I recently volunteered to take part in a replicated experiment, originally performed in the paper ‘The unfriendly user: exploring social reactions to chatter-bots’ (A. Angeli, G. Johnson & L. Coventry; 2001.)
In that study, scientists were looking for how anthropomorphism would affect participants’ interactions with a chat-bot.
This title was presented to us before I was allowed to spend the week talking with ALICE and this genuinely affected my interactions.
I was certainly not going to be an unfriendly user.
Remember the AI twitter-bot from Microsoft? She got beaten within a day. I have never trolled anyone, and unless this was a particularly hostile bot, I wasn’t going to start. That being said, recent research suggests that under the right conditions — anyone can become a troll.
And I think they’re right.
Chat-bots were popular during college. I think it’s name was Oliver-bot, and I would spend hours with friends on separate machines putting difficult questions to it, checking if it could recall anything I told it and at times, being abusive just to see what it would say.
“While prior work suggests that trolling behavior is confined to a vocal and anti-social minority, ordinary people can, under the right circumstances, behave like trolls.” -Cristian Danescu-Niculescu-Mizil.
ALICE was programmed exactly like Oliver-bot, immediately transporting me back to my youth. The thing is, knowing my transcripts would be read I didn’t talk to ALICE in the same way I used to with Oliver-bot. I kept my emotions separate, didn’t insult or feel the urge to.

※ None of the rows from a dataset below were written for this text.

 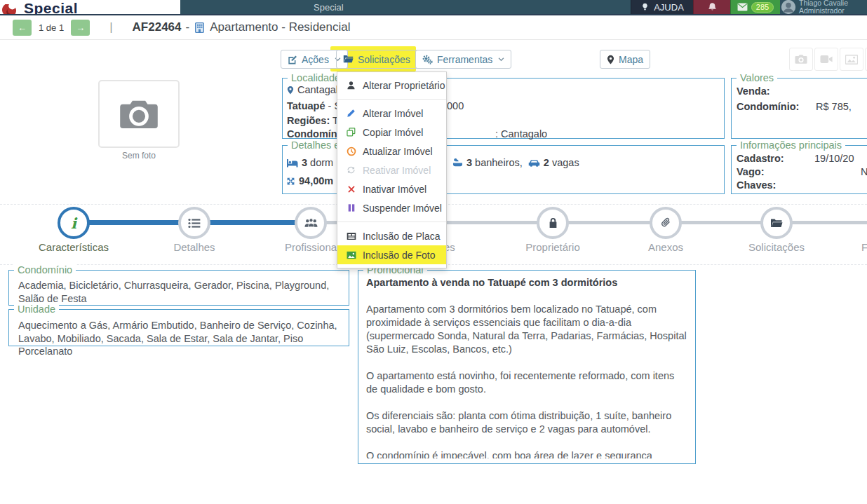 I want to click on record-title: Apartamento - Residencial, so click(x=280, y=27).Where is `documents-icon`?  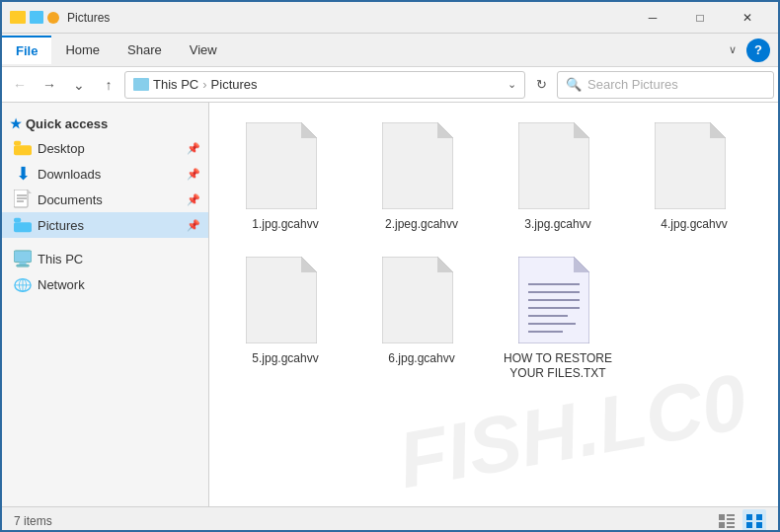 documents-icon is located at coordinates (23, 199).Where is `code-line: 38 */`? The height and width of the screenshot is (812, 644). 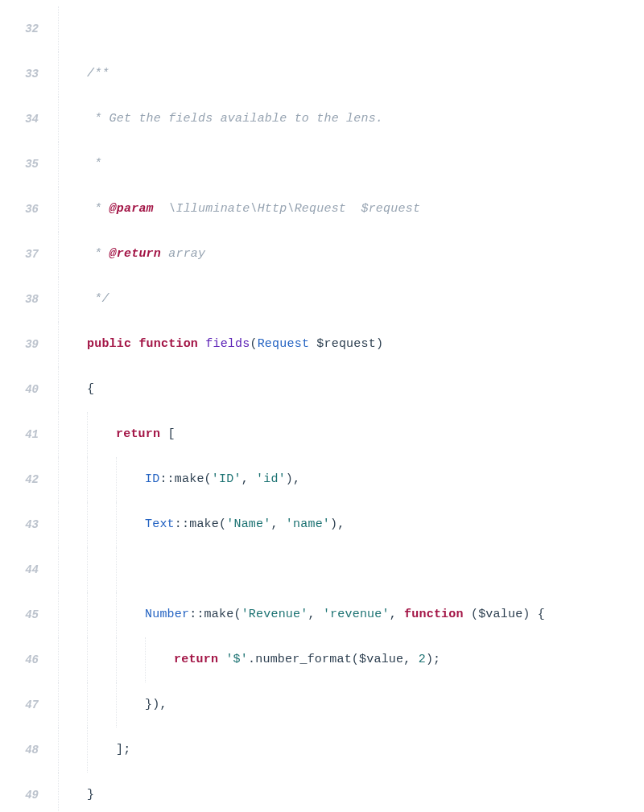
code-line: 38 */ is located at coordinates (322, 299).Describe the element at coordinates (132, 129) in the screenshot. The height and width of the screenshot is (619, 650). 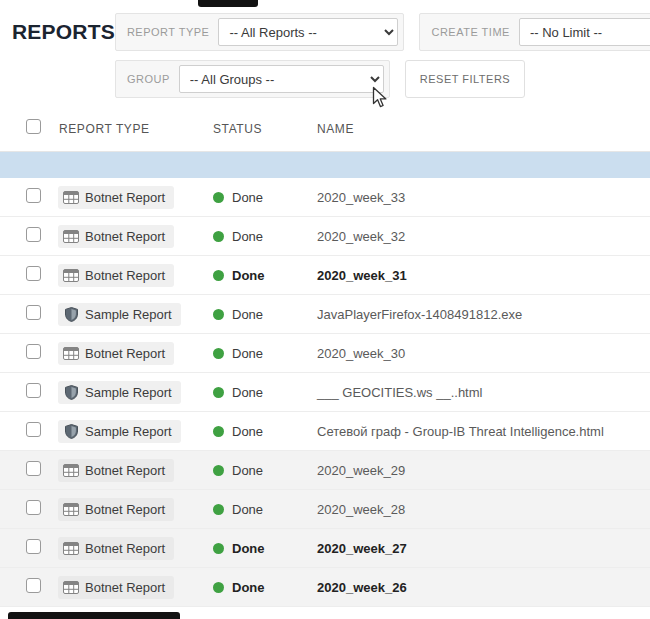
I see `column-header-type: REPORT TYPE` at that location.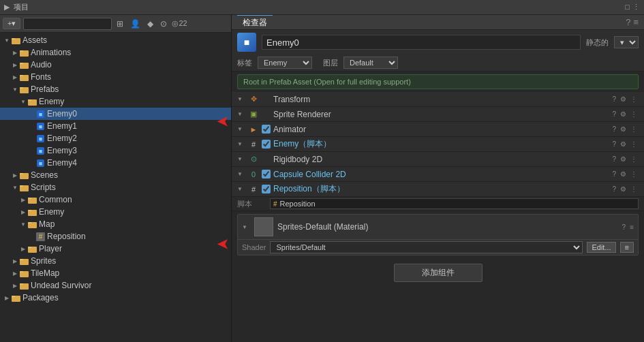 The height and width of the screenshot is (342, 644). What do you see at coordinates (438, 129) in the screenshot?
I see `component-row-animator: ▼►Animator?⚙⋮` at bounding box center [438, 129].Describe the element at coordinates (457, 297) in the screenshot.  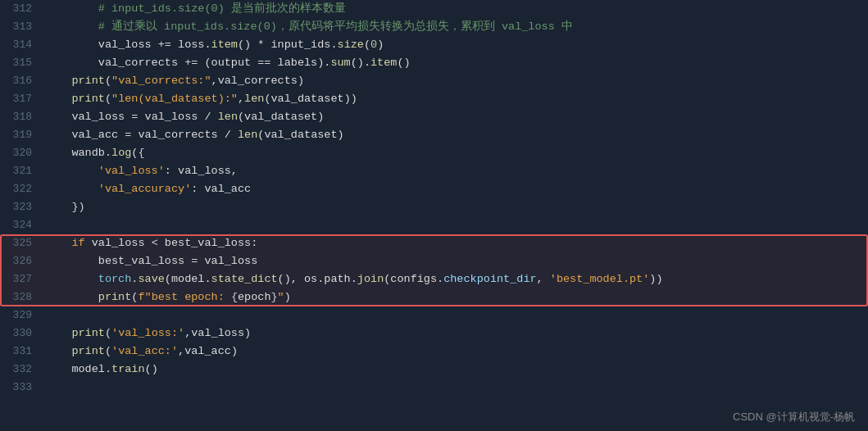
I see `line-content-328: print(f"best epoch: {epoch}")` at that location.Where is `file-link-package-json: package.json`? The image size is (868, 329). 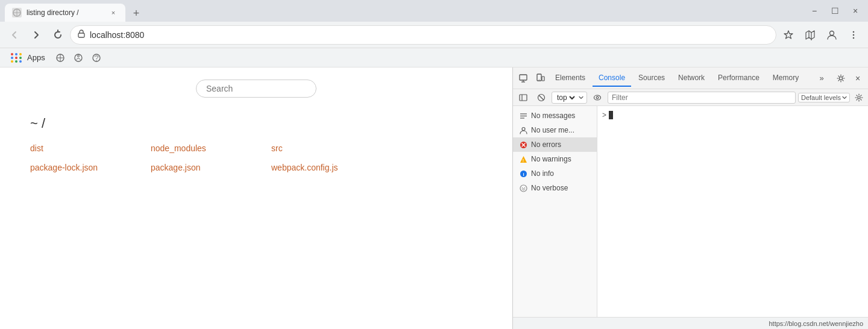 file-link-package-json: package.json is located at coordinates (211, 168).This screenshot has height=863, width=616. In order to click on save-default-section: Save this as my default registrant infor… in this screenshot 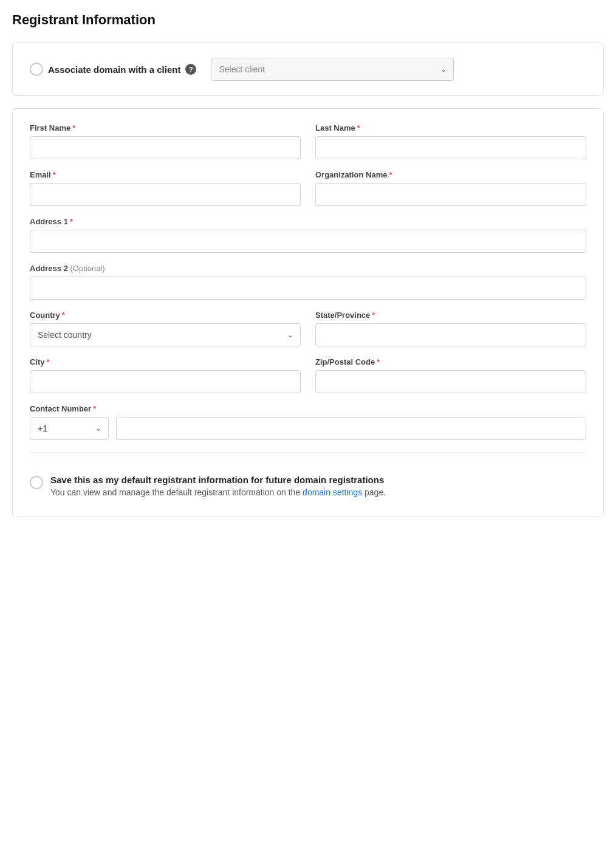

Not receiving a debriefing due to living far away from the session, I still wonder if the title of the original paper was given to participants to see if we would adhere to politeness during the chat sessions.
As far as anthropomorphism is concerned, my specific brain’s need to place a conscious value on androids and robots, combined with a love for Philip K Dick, Asimov and the like undoubtedly contributes to my interactions with anything that can communicate; living or otherwise.
But here’s the deal — we knew our transcripts would be read and analyzed, and would you really want people to know how much of a jerk you can be when nobody’s getting their feelings hurt?
I was certainly not going to be an unfriendly user — not with an audience. And maybe that’s as morally sound as humans will ever be.